Partner With Us

Hospitals

Hospitals in the United States face many challenges in providing high-quality health care in a cost-effective manner. Compounding these challenges are many factors outside of their control. Medicare beneficiaries hospitalized for certain diagnoses can put a hospital’s reimbursement from Medicare at risk if they are readmitted within 30 days of discharge. Many of the risk factors for readmission are difficult for a hospital to influence. Physician Housecalls can help reduce the risk of readmission by visiting patients within a few days of hospital discharge.

Patients discharged from the hospital setting are often weak and less mobile than they were prior to the hospitalization. These factors make it difficult for them to make the trip to their primary care physician’s office; therefore they meet Medicare’s homebound criteria and qualify for home visits. 

Physician Housecalls can eliminate all of these rehospitalization risk factors by visiting patients in the safety and comfort of their own homes. Close coordination with the hospital discharge planner allows the patient to be seen within 2-3 days of hospital discharge. Physician Housecalls providers can continue to see the patient as often as necessary until the patient feels well enough to return to a regular physician. The patient may elect to keep Physician Housecalls as their primary care provider. Obviously, patients who enter the hospital and have not been previously followed by a primary care provider can elect to have Physician Housecalls assume this critical role on an ongoing basis.

Hospitals know it is essential patients have a primary care provider to write orders for home health and hospice services. These post-acute services are often necessary to help the patient return to their optimal state of health and to stay out of the hospital setting. Physician Housecalls works closely with the patient’s home health or hospice agency to assure all needs are met.

 

Insurance Companies

Homebound Medicare beneficiaries are typically frail and have multiple chronic disease comorbidities. Because it is difficult for them to visit their primary care physician’s office, they tend to not be seen as often as necessary to stabilize their disease processes. As a result, this small percentage of beneficiaries utilize a greatly disproportionate amount of the Medicare resources by being hospitalized several times a year. Medicare conducted its own study, Independence at Home, which showed that home-based primary care services, such as Physician Housecalls, can save an average of 35% of the annual health care costs for these individuals. As a result of that study, Medicare has continued to introduce new billing codes to encourage this type of care. Other types of insurance coverage for this population are also adding home-based primary care services to their coverage and enjoying the cost avoidance of repeatedly cycling into the acute care system.

Having a provider in the patient’s home allows for a much better assessment of environmental and caregiving factors that may greatly impact the patient’s health. The reality of a patient’s daily life is difficult to assess in a 15-minute clinic visit, and yet is often the most influential factor in their ability to comply with the treatment plan and to recover.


#### YOUR ASSIGNMENT:
Copy all lines below that use the word "gyro".

#### SUPPLIED ENTRIES:
_ _ _ _
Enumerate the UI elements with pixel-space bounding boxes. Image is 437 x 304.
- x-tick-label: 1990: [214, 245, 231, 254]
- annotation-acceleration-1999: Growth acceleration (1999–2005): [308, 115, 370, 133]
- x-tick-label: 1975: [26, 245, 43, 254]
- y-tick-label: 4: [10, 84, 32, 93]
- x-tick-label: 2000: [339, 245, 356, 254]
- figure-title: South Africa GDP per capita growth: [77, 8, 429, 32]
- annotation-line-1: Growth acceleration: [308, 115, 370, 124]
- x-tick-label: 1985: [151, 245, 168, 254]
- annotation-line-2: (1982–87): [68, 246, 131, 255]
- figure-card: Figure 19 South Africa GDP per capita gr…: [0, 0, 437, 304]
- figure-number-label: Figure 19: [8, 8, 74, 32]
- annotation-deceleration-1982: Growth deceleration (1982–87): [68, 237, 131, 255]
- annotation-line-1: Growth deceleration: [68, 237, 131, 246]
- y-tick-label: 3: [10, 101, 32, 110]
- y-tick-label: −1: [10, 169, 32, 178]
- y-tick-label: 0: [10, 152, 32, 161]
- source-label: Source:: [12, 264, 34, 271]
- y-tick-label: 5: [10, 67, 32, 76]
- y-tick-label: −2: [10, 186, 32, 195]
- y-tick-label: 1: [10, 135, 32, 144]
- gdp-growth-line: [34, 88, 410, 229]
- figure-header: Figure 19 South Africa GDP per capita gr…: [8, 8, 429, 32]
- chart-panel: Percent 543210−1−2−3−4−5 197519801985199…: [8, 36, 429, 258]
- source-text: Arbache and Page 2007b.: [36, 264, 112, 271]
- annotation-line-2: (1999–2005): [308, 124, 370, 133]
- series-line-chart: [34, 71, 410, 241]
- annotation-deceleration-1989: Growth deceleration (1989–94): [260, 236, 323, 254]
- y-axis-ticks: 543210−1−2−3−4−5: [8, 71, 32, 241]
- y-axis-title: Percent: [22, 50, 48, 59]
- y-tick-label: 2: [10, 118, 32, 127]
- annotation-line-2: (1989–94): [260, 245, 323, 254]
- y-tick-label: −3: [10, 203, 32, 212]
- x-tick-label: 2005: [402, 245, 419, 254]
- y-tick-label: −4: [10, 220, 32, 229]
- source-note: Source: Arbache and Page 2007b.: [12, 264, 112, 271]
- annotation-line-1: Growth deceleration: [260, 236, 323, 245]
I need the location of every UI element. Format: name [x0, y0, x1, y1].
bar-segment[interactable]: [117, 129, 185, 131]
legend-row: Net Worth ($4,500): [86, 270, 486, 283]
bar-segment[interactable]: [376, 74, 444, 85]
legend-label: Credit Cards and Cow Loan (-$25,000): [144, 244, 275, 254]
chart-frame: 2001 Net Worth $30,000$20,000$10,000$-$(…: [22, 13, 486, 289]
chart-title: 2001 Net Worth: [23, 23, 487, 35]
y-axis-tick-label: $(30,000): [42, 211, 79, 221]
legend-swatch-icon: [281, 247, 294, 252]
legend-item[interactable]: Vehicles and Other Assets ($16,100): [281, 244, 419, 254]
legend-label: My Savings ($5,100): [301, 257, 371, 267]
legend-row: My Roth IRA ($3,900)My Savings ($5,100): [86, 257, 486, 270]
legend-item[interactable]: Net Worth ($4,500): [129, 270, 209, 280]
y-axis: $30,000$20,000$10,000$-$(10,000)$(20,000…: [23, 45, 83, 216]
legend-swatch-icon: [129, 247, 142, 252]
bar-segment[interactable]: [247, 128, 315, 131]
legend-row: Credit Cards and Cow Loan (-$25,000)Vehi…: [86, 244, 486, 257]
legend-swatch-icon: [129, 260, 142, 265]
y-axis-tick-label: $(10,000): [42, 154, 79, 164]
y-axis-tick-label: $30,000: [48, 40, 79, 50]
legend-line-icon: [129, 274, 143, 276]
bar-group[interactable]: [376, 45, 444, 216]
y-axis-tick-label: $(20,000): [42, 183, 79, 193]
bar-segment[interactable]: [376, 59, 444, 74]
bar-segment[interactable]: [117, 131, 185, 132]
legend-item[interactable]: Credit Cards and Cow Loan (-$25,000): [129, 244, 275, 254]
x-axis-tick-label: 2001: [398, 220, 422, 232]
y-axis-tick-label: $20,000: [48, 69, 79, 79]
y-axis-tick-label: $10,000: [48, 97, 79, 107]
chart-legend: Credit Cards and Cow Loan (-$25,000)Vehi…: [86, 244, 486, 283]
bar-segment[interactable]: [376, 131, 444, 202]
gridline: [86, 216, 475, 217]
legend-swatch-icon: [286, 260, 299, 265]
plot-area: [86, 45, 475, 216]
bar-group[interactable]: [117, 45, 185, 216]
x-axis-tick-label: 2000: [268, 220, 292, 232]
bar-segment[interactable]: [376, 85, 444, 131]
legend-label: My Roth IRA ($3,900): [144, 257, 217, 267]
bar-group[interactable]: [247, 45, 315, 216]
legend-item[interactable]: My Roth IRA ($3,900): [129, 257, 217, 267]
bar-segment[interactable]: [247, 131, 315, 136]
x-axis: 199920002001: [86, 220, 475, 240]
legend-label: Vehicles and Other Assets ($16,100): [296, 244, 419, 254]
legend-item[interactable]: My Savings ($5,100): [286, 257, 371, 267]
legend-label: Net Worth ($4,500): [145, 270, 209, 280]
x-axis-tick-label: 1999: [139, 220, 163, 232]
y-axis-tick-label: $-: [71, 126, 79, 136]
_ _ _ _
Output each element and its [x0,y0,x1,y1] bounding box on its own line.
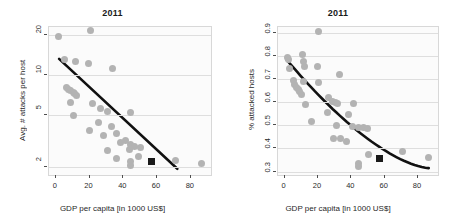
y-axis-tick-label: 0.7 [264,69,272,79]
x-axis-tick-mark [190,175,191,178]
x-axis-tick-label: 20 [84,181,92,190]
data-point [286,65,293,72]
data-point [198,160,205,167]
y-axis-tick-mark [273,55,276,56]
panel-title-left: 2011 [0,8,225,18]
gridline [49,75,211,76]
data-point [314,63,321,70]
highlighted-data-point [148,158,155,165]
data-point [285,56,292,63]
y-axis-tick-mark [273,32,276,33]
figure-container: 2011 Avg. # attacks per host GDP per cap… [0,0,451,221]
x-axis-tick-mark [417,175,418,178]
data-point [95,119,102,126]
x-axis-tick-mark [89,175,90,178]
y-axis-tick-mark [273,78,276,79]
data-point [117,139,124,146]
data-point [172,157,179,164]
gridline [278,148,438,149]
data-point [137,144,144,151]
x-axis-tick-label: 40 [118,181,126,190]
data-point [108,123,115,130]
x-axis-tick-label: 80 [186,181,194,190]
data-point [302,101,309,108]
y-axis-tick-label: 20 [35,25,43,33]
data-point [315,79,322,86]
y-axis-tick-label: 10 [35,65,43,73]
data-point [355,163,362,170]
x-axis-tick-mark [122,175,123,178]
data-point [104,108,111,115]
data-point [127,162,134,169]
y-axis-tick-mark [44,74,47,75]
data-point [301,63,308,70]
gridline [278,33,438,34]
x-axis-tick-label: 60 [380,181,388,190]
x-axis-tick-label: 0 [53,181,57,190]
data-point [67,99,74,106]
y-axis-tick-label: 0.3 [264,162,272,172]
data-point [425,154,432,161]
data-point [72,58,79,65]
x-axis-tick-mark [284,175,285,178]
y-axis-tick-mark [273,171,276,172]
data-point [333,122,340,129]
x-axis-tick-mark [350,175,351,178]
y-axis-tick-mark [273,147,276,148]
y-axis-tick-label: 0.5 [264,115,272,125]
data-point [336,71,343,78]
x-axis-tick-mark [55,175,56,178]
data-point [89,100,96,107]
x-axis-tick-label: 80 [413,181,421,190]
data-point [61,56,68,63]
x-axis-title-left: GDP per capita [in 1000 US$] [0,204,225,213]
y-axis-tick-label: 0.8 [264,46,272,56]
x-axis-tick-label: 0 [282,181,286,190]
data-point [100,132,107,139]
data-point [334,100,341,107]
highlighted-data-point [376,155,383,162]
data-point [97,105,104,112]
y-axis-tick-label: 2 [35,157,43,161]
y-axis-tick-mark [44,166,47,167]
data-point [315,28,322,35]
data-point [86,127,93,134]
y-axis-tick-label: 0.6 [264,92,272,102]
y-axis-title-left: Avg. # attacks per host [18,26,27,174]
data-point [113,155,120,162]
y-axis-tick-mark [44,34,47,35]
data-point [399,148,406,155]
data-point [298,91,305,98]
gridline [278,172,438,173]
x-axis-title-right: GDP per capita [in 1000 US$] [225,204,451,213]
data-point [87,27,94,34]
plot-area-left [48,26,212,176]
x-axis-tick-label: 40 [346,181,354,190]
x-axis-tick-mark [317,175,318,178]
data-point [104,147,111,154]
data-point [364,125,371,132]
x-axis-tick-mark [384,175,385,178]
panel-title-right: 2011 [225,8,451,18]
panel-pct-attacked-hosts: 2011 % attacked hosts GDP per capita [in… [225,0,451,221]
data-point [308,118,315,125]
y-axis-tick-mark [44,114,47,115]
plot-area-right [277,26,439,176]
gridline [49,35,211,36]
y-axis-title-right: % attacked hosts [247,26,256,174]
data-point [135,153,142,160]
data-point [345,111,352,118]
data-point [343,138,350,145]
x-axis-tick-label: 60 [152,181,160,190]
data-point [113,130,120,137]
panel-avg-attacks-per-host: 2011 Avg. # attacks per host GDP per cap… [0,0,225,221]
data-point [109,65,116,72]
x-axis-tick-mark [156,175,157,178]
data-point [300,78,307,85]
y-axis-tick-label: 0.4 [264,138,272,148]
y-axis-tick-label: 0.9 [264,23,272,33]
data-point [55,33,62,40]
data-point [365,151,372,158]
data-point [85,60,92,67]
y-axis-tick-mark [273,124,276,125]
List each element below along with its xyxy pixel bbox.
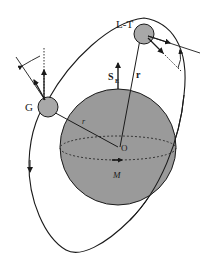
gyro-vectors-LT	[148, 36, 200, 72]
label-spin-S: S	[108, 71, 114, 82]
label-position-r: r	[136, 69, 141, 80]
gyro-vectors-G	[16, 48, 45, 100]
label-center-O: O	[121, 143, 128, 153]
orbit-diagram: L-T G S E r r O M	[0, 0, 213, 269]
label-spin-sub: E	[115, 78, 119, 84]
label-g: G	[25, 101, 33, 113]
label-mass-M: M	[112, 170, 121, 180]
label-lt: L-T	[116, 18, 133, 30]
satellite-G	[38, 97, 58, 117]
_ _ _ _
#### FINISHED TASK:
gyro-vectors-LT	[148, 36, 200, 72]
gyro-vectors-G	[16, 48, 45, 100]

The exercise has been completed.